05/19/2026
In the forest that surrounds the coffee, a bottle hangs.
Inside: a sugar-and-grain slurry, open to the air. Over the next few days, wild yeasts and bacteria native to Fazenda Recanto — drifting in on the breeze, riding in on insects, falling from the canopy — will find their way in and start to ferment. What's being captured is the taste of this specific forest. And it's about to inoculate the 2026 harvest, just beginning.
Fermentation has always been part of coffee. In washed processing, it was viewed as a necessary process to break down the sticky mucilage so beans could dry cleanly. For much of coffee's history, that was the whole story — fermentation was a cleaning step, not a flavor step. The cup's character was assumed to come from variety, altitude, terroir. What happened in the tank was a means to an end — nothing more.

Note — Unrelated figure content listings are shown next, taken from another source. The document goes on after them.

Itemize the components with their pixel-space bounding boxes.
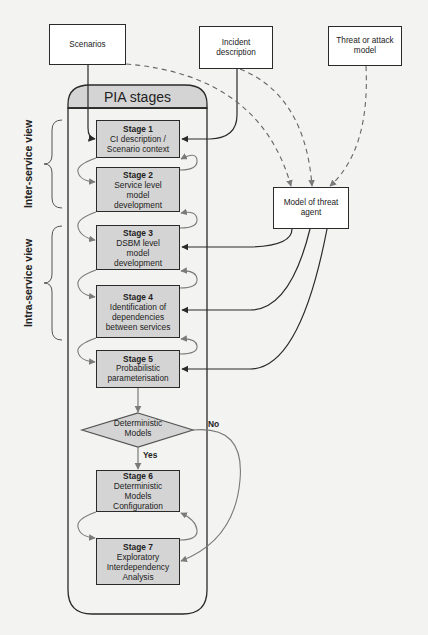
decision-label: Deterministic Models: [100, 418, 176, 438]
incident-description-label: Incident description: [206, 38, 266, 58]
stage-5-box: Stage 5 Probabilistic parameterisation: [96, 350, 180, 388]
decision-no-label: No: [208, 419, 219, 429]
stage-2-box: Stage 2 Service level model development: [96, 167, 180, 212]
scenarios-box: Scenarios: [49, 24, 126, 65]
stage-label: CI description / Scenario context: [98, 134, 178, 154]
threat-agent-box: Model of threat agent: [273, 187, 349, 229]
decision-yes-label: Yes: [143, 450, 157, 460]
intra-service-view-label: Intra-service view: [22, 237, 34, 329]
stage-number: Stage 6: [123, 471, 153, 481]
stage-3-box: Stage 3 DSBM level model development: [96, 225, 180, 270]
stage-number: Stage 5: [123, 354, 153, 364]
stage-label: Service level model development: [107, 180, 169, 210]
intra-service-brace: [44, 226, 62, 340]
scenarios-label: Scenarios: [69, 40, 105, 50]
stage-number: Stage 2: [123, 170, 153, 180]
stage-number: Stage 3: [123, 228, 153, 238]
pia-stages-title: PIA stages: [68, 85, 207, 108]
stage-label: DSBM level model development: [107, 238, 169, 268]
stage-label: Probabilistic parameterisation: [97, 364, 179, 384]
stage-7-box: Stage 7 Exploratory Interdependency Anal…: [96, 538, 180, 585]
incident-description-box: Incident description: [199, 26, 273, 69]
stage-4-box: Stage 4 Identification of dependencies b…: [96, 285, 180, 338]
stage-label: Identification of dependencies between s…: [99, 302, 177, 332]
stage-number: Stage 7: [123, 542, 153, 552]
threat-model-box: Threat or attack model: [328, 26, 402, 66]
stage-1-box: Stage 1 CI description / Scenario contex…: [96, 120, 180, 158]
stage-6-box: Stage 6 Deterministic Models Configurati…: [96, 470, 180, 512]
stage-label: Exploratory Interdependency Analysis: [97, 552, 179, 582]
stage-number: Stage 4: [123, 292, 153, 302]
inter-service-view-label: Inter-service view: [22, 118, 34, 210]
inter-service-brace: [44, 120, 62, 208]
diagram-connectors: [0, 0, 428, 635]
stage-label: Deterministic Models Configuration: [103, 481, 173, 511]
stage-number: Stage 1: [123, 124, 153, 134]
threat-agent-label: Model of threat agent: [277, 198, 345, 218]
threat-model-label: Threat or attack model: [334, 36, 396, 56]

In the last decade, that's flipped. Fermentation has become coffee's most powerful flavor-design tool. And Brazilian growers — including the Magalhães Paiva family at Recanto, who've been farming this land since 1896 — are pushing the frontier.

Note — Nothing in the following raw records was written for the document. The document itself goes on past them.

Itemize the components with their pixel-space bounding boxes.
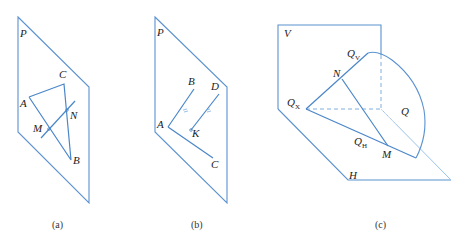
figure-c: V QV N QX Q QH M H (c) [278,25,451,231]
label-qx: QX [287,96,300,111]
plane-q-arc [368,52,425,158]
label-v: V [284,27,292,39]
label-k-b: K [191,127,200,139]
label-qh: QH [354,135,367,150]
plane-p-a [18,17,89,203]
line-mn-c [342,79,388,146]
label-c-a: C [59,68,67,80]
figure-a: P C A M N B (a) [18,17,89,231]
label-m-a: M [32,122,43,134]
label-m-c: M [381,148,392,160]
line-dk [191,94,219,130]
plane-label-p-b: P [156,26,164,38]
label-n-a: N [69,109,78,121]
plane-p-b [155,17,227,203]
geometry-figures: P C A M N B (a) P B D A K C (b) [0,0,461,241]
figure-b: P B D A K C (b) [155,17,227,231]
label-a-b: A [156,118,164,130]
label-a-a: A [19,97,27,109]
trace-qh [306,109,416,158]
label-n-c: N [332,67,341,79]
label-q: Q [401,105,409,117]
caption-a: (a) [52,219,63,231]
line-ac [168,127,213,158]
plane-label-p-a: P [19,27,27,39]
plane-h-right-edge [381,109,451,180]
label-h: H [348,169,358,181]
label-qv: QV [347,47,360,62]
label-b-b: B [188,75,195,87]
line-ab [168,89,194,127]
caption-c: (c) [375,219,386,231]
label-b-a: B [73,154,80,166]
label-c-b: C [211,158,219,170]
caption-b: (b) [191,219,203,231]
label-d-b: D [210,80,219,92]
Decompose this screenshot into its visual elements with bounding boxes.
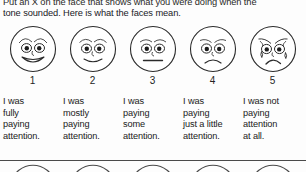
- caption-3-line-1: I was: [123, 96, 181, 108]
- scale-number-3: 3: [122, 74, 183, 87]
- face-top-icon: [188, 163, 238, 172]
- happy-face-icon[interactable]: [68, 24, 118, 74]
- survey-sheet: Put an X on the face that shows what you…: [0, 0, 306, 172]
- caption-4-line-3: just a little: [183, 119, 245, 131]
- scale-number-5: 5: [242, 74, 303, 87]
- captions-row: I was fully paying attention. I was most…: [0, 96, 306, 154]
- scale-number-2: 2: [62, 74, 123, 87]
- tear-left-icon: [260, 52, 262, 58]
- caption-5-line-4: at all.: [243, 131, 305, 143]
- face-option-4[interactable]: [182, 24, 243, 74]
- caption-2: I was mostly paying attention.: [63, 96, 121, 142]
- caption-3-line-2: paying: [123, 108, 181, 120]
- caption-5-line-1: I was not: [243, 96, 305, 108]
- caption-3: I was paying some attention.: [123, 96, 181, 142]
- very-happy-face-icon[interactable]: [8, 24, 58, 74]
- next-question-faces-clipped: [0, 163, 306, 172]
- caption-2-line-4: attention.: [63, 131, 121, 143]
- face-option-5[interactable]: [242, 24, 303, 74]
- face-top-icon: [128, 163, 178, 172]
- caption-5-line-2: paying: [243, 108, 305, 120]
- next-face-5[interactable]: [242, 163, 303, 172]
- caption-2-line-3: paying: [63, 119, 121, 131]
- caption-5: I was not paying attention at all.: [243, 96, 305, 142]
- scale-numbers-row: 1 2 3 4 5: [0, 74, 306, 88]
- caption-2-line-1: I was: [63, 96, 121, 108]
- caption-1-line-3: paying: [3, 119, 61, 131]
- caption-1-line-1: I was: [3, 96, 61, 108]
- face-option-1[interactable]: [2, 24, 63, 74]
- caption-3-line-4: attention.: [123, 131, 181, 143]
- caption-5-line-3: attention: [243, 119, 305, 131]
- scale-number-1: 1: [2, 74, 63, 87]
- face-option-3[interactable]: [122, 24, 183, 74]
- next-face-3[interactable]: [122, 163, 183, 172]
- sad-face-icon[interactable]: [188, 24, 238, 74]
- caption-4-line-1: I was: [183, 96, 245, 108]
- face-option-2[interactable]: [62, 24, 123, 74]
- instruction-line-1: Put an X on the face that shows what you…: [3, 0, 303, 8]
- face-top-icon: [248, 163, 298, 172]
- face-top-icon: [68, 163, 118, 172]
- next-face-4[interactable]: [182, 163, 243, 172]
- caption-1: I was fully paying attention.: [3, 96, 61, 142]
- scale-number-4: 4: [182, 74, 243, 87]
- tear-right-icon: [284, 53, 286, 59]
- caption-2-line-2: mostly: [63, 108, 121, 120]
- section-divider: [0, 160, 306, 161]
- instruction-text: Put an X on the face that shows what you…: [3, 0, 303, 20]
- instruction-line-2: tone sounded. Here is what the faces mea…: [3, 8, 303, 19]
- next-face-2[interactable]: [62, 163, 123, 172]
- caption-4: I was paying just a little attention.: [183, 96, 245, 142]
- caption-4-line-2: paying: [183, 108, 245, 120]
- faces-row: [0, 24, 306, 74]
- caption-4-line-4: attention.: [183, 131, 245, 143]
- caption-1-line-4: attention.: [3, 131, 61, 143]
- next-face-1[interactable]: [2, 163, 63, 172]
- neutral-face-icon[interactable]: [128, 24, 178, 74]
- face-top-icon: [8, 163, 58, 172]
- caption-1-line-2: fully: [3, 108, 61, 120]
- crying-face-icon[interactable]: [248, 24, 298, 74]
- caption-3-line-3: some: [123, 119, 181, 131]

Three approaches you'll see across modern Brazilian specialty coffee:
→ Commercial yeasts. Predictable, repeatable, scalable. A single strain delivers consistent cup year after year.
→ Wild capture (what you're seeing here). Don't bring the yeast — capture what's already here. The mix of microbes that finds its way into that bottle exists nowhere else on Earth, and neither will the coffee they ferment.
→ Isolated native strains. Scientists like Dr. Gilberto Pereira () take this further — isolating individual microorganisms from coffee-producing regions, cultivating them, inoculating coffee with one strain at a time, and measuring exactly how each one shapes flavor.
Five generations of the Magalhães Paiva family have farmed Fazenda Recanto — winning quality awards across generations, rooted in the past, forging new flavors for the future.
The 2026 harvest is just starting. We'll share what these microbes produce as the harvest comes in.